From two agents to a layered specialist model without weakening governance.
Blueprint planning for agent system v2

The first version of the operating model had two capable agents and one shared task board. It moved quickly, but mixed strategic and implementation responsibilities. Every new request started with the same debate: is this product, engineering, testing, or operations?

Agent System v2 introduced a capability layer. Instead of a flat two-agent shape, the model became layered: governance at the top, specialist role agents in the middle, and one execution surface at the bottom. That gives scale without architecture drift.

The Upgrade Goal

The explicit target was support for a 30-agent operating model while preserving one architecture contract. More specialists, not more chaos.
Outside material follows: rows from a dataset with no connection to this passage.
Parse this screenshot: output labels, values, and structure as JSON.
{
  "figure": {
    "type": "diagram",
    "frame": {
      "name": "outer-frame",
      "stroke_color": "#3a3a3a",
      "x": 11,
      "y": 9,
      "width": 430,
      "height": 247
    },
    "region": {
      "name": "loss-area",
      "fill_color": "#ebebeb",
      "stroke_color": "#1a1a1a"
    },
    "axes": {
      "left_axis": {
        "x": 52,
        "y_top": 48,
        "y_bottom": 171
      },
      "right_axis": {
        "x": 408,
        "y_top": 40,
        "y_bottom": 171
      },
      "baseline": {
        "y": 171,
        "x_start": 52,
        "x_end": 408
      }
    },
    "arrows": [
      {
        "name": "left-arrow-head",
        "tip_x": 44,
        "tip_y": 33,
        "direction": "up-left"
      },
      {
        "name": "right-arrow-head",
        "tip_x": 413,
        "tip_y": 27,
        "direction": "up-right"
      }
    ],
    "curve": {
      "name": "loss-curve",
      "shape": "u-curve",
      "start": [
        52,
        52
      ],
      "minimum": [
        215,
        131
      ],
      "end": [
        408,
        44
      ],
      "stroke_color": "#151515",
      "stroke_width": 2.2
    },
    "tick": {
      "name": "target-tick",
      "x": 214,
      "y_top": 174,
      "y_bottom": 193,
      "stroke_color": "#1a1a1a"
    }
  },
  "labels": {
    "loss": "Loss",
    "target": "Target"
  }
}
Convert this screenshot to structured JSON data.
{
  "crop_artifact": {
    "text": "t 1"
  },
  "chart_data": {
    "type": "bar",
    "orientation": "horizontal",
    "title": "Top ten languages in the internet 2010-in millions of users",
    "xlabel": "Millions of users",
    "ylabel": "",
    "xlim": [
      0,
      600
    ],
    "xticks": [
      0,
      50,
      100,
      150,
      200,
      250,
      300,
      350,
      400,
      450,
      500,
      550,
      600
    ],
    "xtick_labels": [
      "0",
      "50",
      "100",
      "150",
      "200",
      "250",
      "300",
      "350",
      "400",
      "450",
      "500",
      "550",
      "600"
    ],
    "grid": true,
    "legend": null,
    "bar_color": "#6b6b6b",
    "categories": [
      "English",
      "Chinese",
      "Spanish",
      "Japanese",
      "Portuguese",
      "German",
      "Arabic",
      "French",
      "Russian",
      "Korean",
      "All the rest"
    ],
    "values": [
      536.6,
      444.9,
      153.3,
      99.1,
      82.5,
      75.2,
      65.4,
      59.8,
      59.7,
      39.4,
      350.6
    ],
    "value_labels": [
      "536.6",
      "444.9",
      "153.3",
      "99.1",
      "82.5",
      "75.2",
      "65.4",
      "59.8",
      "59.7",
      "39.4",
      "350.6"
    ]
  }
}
The current role-agent set is the production slice; more specialist personas can roll out over time by domain.

Agent System v2 principles: 1. Governance files stay authoritative. 2. Role agents inherit policy and cannot redefine architecture. 3. All outputs flow through one execution surface. 4. Validation gates remain mandatory regardless of executing role.
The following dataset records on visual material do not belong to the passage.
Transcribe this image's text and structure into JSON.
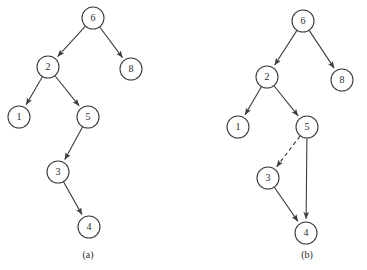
{
  "figure": {
    "width": 367,
    "height": 270,
    "background": "#ffffff",
    "stroke_color": "#3c3c3c",
    "text_color": "#2b2b2b",
    "node_radius": 11,
    "panels": [
      {
        "id": "panel-a",
        "caption": "(a)",
        "caption_x": 88,
        "caption_y": 256,
        "nodes": [
          {
            "id": "a6",
            "label": "6",
            "x": 93,
            "y": 18
          },
          {
            "id": "a2",
            "label": "2",
            "x": 48,
            "y": 67
          },
          {
            "id": "a8",
            "label": "8",
            "x": 131,
            "y": 69
          },
          {
            "id": "a1",
            "label": "1",
            "x": 19,
            "y": 117
          },
          {
            "id": "a5",
            "label": "5",
            "x": 88,
            "y": 117
          },
          {
            "id": "a3",
            "label": "3",
            "x": 58,
            "y": 172
          },
          {
            "id": "a4",
            "label": "4",
            "x": 89,
            "y": 227
          }
        ],
        "edges": [
          {
            "id": "a-6-2",
            "from": "a6",
            "to": "a2",
            "style": "solid",
            "arrow": true
          },
          {
            "id": "a-6-8",
            "from": "a6",
            "to": "a8",
            "style": "solid",
            "arrow": true
          },
          {
            "id": "a-2-1",
            "from": "a2",
            "to": "a1",
            "style": "solid",
            "arrow": true
          },
          {
            "id": "a-2-5",
            "from": "a2",
            "to": "a5",
            "style": "solid",
            "arrow": true
          },
          {
            "id": "a-5-3",
            "from": "a5",
            "to": "a3",
            "style": "solid",
            "arrow": true
          },
          {
            "id": "a-3-4",
            "from": "a3",
            "to": "a4",
            "style": "solid",
            "arrow": true
          }
        ]
      },
      {
        "id": "panel-b",
        "caption": "(b)",
        "caption_x": 307,
        "caption_y": 256,
        "nodes": [
          {
            "id": "b6",
            "label": "6",
            "x": 303,
            "y": 21
          },
          {
            "id": "b2",
            "label": "2",
            "x": 267,
            "y": 77
          },
          {
            "id": "b8",
            "label": "8",
            "x": 342,
            "y": 80
          },
          {
            "id": "b1",
            "label": "1",
            "x": 238,
            "y": 127
          },
          {
            "id": "b5",
            "label": "5",
            "x": 307,
            "y": 127
          },
          {
            "id": "b3",
            "label": "3",
            "x": 268,
            "y": 178
          },
          {
            "id": "b4",
            "label": "4",
            "x": 306,
            "y": 233
          }
        ],
        "edges": [
          {
            "id": "b-6-2",
            "from": "b6",
            "to": "b2",
            "style": "solid",
            "arrow": true
          },
          {
            "id": "b-6-8",
            "from": "b6",
            "to": "b8",
            "style": "solid",
            "arrow": true
          },
          {
            "id": "b-2-1",
            "from": "b2",
            "to": "b1",
            "style": "solid",
            "arrow": true
          },
          {
            "id": "b-2-5",
            "from": "b2",
            "to": "b5",
            "style": "solid",
            "arrow": true
          },
          {
            "id": "b-5-3",
            "from": "b5",
            "to": "b3",
            "style": "dashed",
            "arrow": true
          },
          {
            "id": "b-5-4",
            "from": "b5",
            "to": "b4",
            "style": "solid",
            "arrow": true
          },
          {
            "id": "b-3-4",
            "from": "b3",
            "to": "b4",
            "style": "solid",
            "arrow": true
          }
        ]
      }
    ]
  }
}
The Layered Architecture (HTML Blueprint)

The model is documented as a portable HTML blueprint so teams can share the same architecture in docs, wikis, and onboarding decks without framework-specific context.

<section id="agent-system-v2">
  <header>
    <h1>Layered Multi-Agent Architecture</h1>
    <p>Governance -> Capability -> Execution</p>
  </header>

  <article class="layer governance">
    <h2>1) Governance Layer (authoritative)</h2>
    <ul>
      <li>AGENT_OPERATING_MODEL.MD</li>
      <li>AGENTS.md</li>
      <li>PROJECT_CONTEXT.MD</li>
      <li>ROADMAP.md</li>
    </ul>
  </article>

  <article class="layer capability">
    <h2>2) Capability Layer</h2>
    <ul>
      <li>engineering</li>
      <li>product</li>
      <li>design</li>
      <li>marketing</li>
      <li>project-management</li>
      <li>operations</li>
      <li>testing</li>
    </ul>
  </article>

  <article class="layer execution">
    <h2>3) Execution Layer</h2>
    <p>One task board as the live source of delivery status</p>
  </article>
</section>

Why This Works in Practice

The capability layer applies the right lens to each task without creating role-specific architecture rules. A testing agent enforces validation rigor. A design agent enforces UX consistency. A product agent enforces scope boundaries. All of them stay inside one non-negotiable policy frame.

This keeps the key invariant intact: one codebase, one architecture system, one source of truth for execution state.

Operator handling delivery complexity
More agents only helps when execution remains centralized and auditable.

Execution Stays Centralized

A common failure mode in multi-agent systems is fragmentation across multiple boards and hidden side channels. The fix is explicit centralization: regardless of role, every task update lands in one execution ledger.

If someone asks who changed something, why it changed, and what validation ran, the answer should exist in one place.

What You Can Steal From This

"More agents should increase throughput, not entropy. The layered model makes that outcome more likely."